From that flows the conclusion that anyone who disagrees with the effects of their gun advocacy — such as forcing families and children to accept semi-automatic pistols or assault weapons in the local Starbucks or other restaurant — is the same as those who refused service to African-Americans at a Woolworth’s lunch counter.

It is mind-boggling, but you’ve got to hand it to them: It takes a very skilled strategist to perform the social ju-jitsu necessary to turn what is, in essence, armed political bullying into victimization (after community members reject their tactics) and get others to nod their heads in agreement.

The truth, of course, is that guns and gun carrying are obviously not immutable characteristics of people, and that the whole cultural framework around the issue of gun violence prevention is a sham. (Brady Center Vice-President Dennis Henigan has exposed this most recently here and here.)

Guns are guns.  They are tools designed to kill people, and are clearly the best tool for the job.  In America each year guns are used to fulfill their function 30,000 times, while injuring another 80,000.

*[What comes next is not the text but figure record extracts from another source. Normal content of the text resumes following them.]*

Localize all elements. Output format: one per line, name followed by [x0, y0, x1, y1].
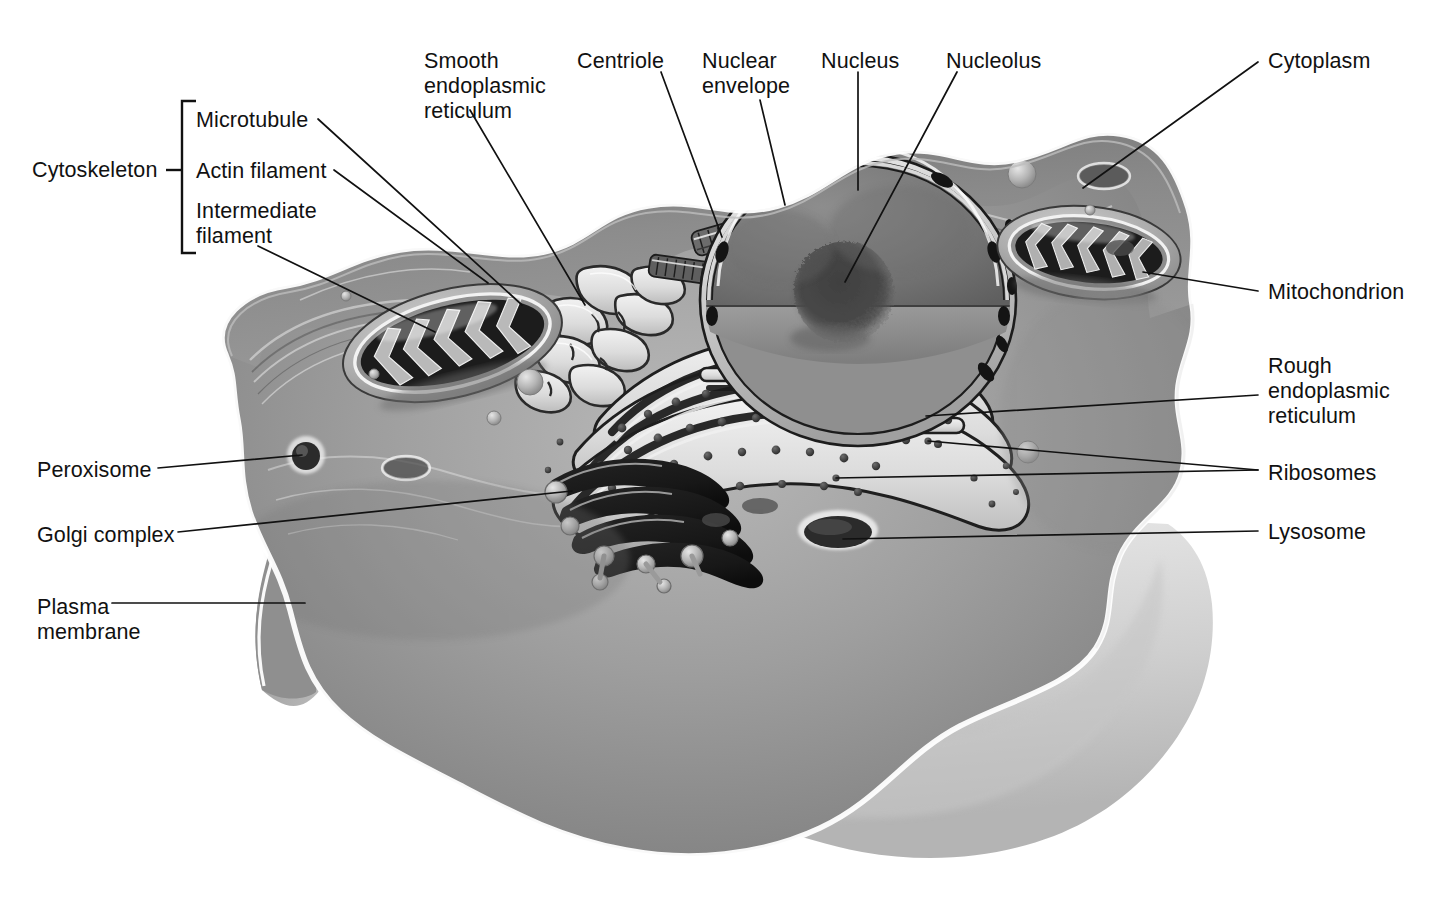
label-smooth-er: Smooth endoplasmic reticulum	[424, 49, 546, 124]
label-peroxisome: Peroxisome	[37, 458, 152, 483]
label-golgi-complex: Golgi complex	[37, 523, 175, 548]
cell-illustration	[0, 0, 1441, 914]
nuclear-envelope-leader	[760, 100, 785, 205]
label-ribosomes: Ribosomes	[1268, 461, 1376, 486]
cell-diagram: Cytoskeleton Microtubule Actin filament …	[0, 0, 1441, 914]
label-nuclear-envelope: Nuclear envelope	[702, 49, 790, 99]
label-microtubule: Microtubule	[196, 108, 308, 133]
label-mitochondrion: Mitochondrion	[1268, 280, 1404, 305]
cytoskeleton-bracket	[166, 101, 196, 253]
label-rough-er: Rough endoplasmic reticulum	[1268, 354, 1390, 429]
label-lysosome: Lysosome	[1268, 520, 1366, 545]
label-plasma-membrane: Plasma membrane	[37, 595, 141, 645]
label-cytoskeleton: Cytoskeleton	[32, 158, 158, 183]
label-nucleolus: Nucleolus	[946, 49, 1041, 74]
label-nucleus: Nucleus	[821, 49, 899, 74]
label-cytoplasm: Cytoplasm	[1268, 49, 1370, 74]
label-intermediate-filament: Intermediate filament	[196, 199, 317, 249]
label-actin-filament: Actin filament	[196, 159, 326, 184]
label-centriole: Centriole	[577, 49, 664, 74]
lysosome	[798, 510, 878, 550]
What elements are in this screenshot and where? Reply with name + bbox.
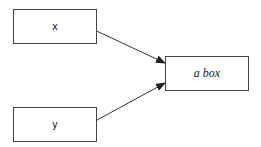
node-y: y xyxy=(13,107,97,142)
edge-x-to-a-box xyxy=(88,27,165,63)
node-y-label: y xyxy=(52,119,58,130)
node-x: x xyxy=(13,9,97,44)
node-x-label: x xyxy=(52,21,58,32)
node-a-box: a box xyxy=(165,56,249,91)
node-a-box-label: a box xyxy=(194,66,220,81)
edge-y-to-a-box xyxy=(88,83,165,125)
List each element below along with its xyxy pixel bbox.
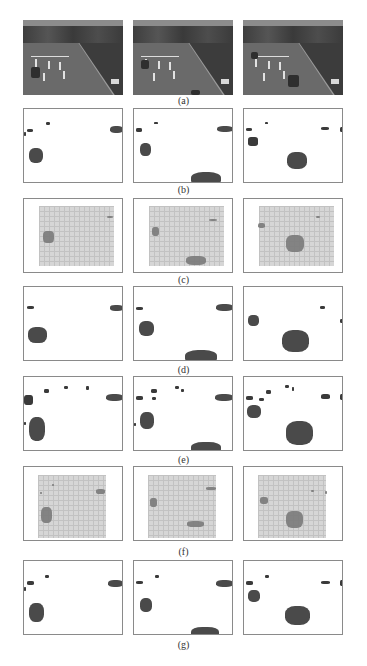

Yet regardless of what NRA propaganda might have us believe, Americans are not born with guns in our hands, and the regulation of where guns can be carried; what kinds of guns should be out of civilian hands; how guns should be stored; and whether suspected terrorists, felons, fugitives, wife-beaters or the dangerously mentally ill should be screened out of the gun-buying process by the strongest possible background check, have absolutely nothing to do with “culture” or “bigotry.”

It has everything to do with public safety, public health and common sense.

That, of course, is why gun advocates who oppose gun regulation of any kind — led by NRA strategists — do all they can to cloak themselves in the mantle of “civil rights,” pretend they’ve suffered trials even remotely equivalent to racial segregation and homophobia, and pose as “victims” of “bigotry” whenever people interested in a peaceful community free from the constant presence of guns so powerfully and effectively call out gun advocates on their political bully tactics.

There will always be some individuals who dislike other individuals for who they are.  But when it comes to gun policy in this country, calling for a gun violence prevention safety net is not hatred for people with guns.

It is a hatred for the effects of guns in the hands of dangerous people who never should have had them in the first place, bound to the deep empathy we have for victims and survivors of gun violence who will never get their loved ones back, and fueled by a fierce determination to reduce as many of those horrific stories as we possibly can.

Currently, gun advocates — led by the National Rifle Association — are standing in the way of that progress.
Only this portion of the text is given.